Yes. And I think the couple of things I wanted to call out here is that you will see that the whole onboarding process is a cloud based service.
So I just wanted to call out that, because both the Azure platform is cloud driven, Cloudflare in this case is definitely cloud driven.
So the barrier to entry for the customers is very low. It's just mainly the initial setup that they need to perform.
So let me do this. I will share and then share again, really quick, the documentation page for the customers in the case they wanted to find more about it.
Let me share back again. I think the sharing.
So we published recently a documentation where we talk about pretty much everything with a little bit more details and the technical rigor.
And you will see that these are the step by step ways to configure the Cloudflare wrap with the Azure AD B2C.
So basically, these are a little bit more on the technical side, but it also gives you access to some other ways that you can enhance the security.
So I just wanted to call out that this is something that anyone who is watching this can leverage.
Okay. Back to you, Abhi. Cool. Thank you both for the demo. Super helpful.
I think we're reaching towards the end of the time. So before we let you go, everyone, thanks for joining.
Feel free to read the blog. It's on Cloudflare .com slash blogs.
Go through the tech docs for that one that Razi demonstrated. And plus there are multiple others.
If you want to install Cloudflare and Cloudflare web and Azure AD B2C on your application.
And lastly, feel free to fill out a form at the end of the blog, just so that we can keep you updated for more improvements on the products coming up in future.
Again, thank you everyone for joining. Thanks Razi and Michael for your time and goodbye everyone.
Thank you. Bye-bye. Thank you.
Thanks for having me.
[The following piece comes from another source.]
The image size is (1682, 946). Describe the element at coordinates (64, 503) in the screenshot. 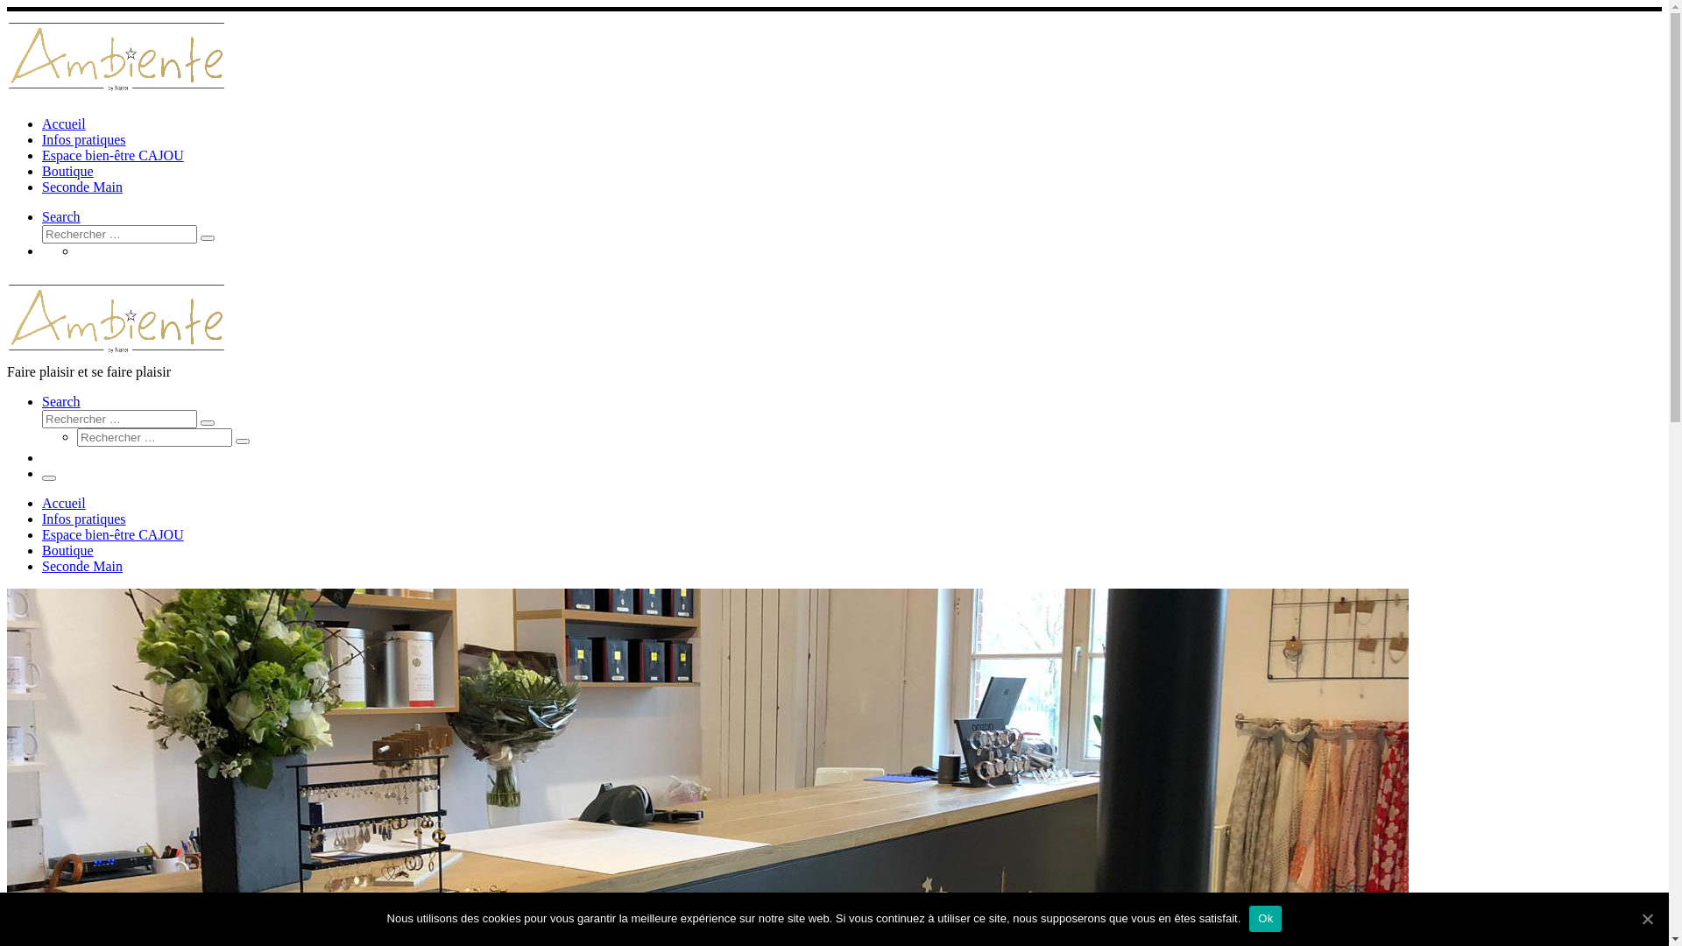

There's too much that goes into creating high quality video today.
That's just simply still too hard for many of our customers. Most cloud providers don't actually provide a turnkey solution for video.
They provide bits and pieces of the equation, but there's no provider that provides an end-to-end solution from rendering to streaming.
They'll provide bits and pieces that now you have to kind of cobble together to build an amazing product.
Our focus now is how do we simplify and streamline that by providing a deeply integrated, simple to ease and easy to use solution.
A big part of what we do at Cloudflare is as we focus on helping build a better Internet is take complicated things and make them simple.
And to enable them to just literally be able to go to Cloudflare, to log in, to point their video asset at Cloudflare, and then on the other end, be able to pull a player out of Cloudflare and place it wherever they need to be able to deliver the video.
And that's it.
There's a triplicate where you could do something either well or fast or cheaply.
And so we're striving for all three because we really need it. We need it to be really good because otherwise why would anyone use the service?
You got an entire Internet out there, use something else.
We need it to be fast because people have no patience.
And we need it to be cheap enough that we can stream to millions of users without it becoming uneconomical.
So you have to get all three.
And Cloudflare is a really important part of offering all three. If you want to deliver a video to anybody on the globe, there really is no better network to put it on than Cloudflare because we can guarantee the highest quality experience to somebody who is in New York City and someone who's in Djibouti and someone who's in Sydney.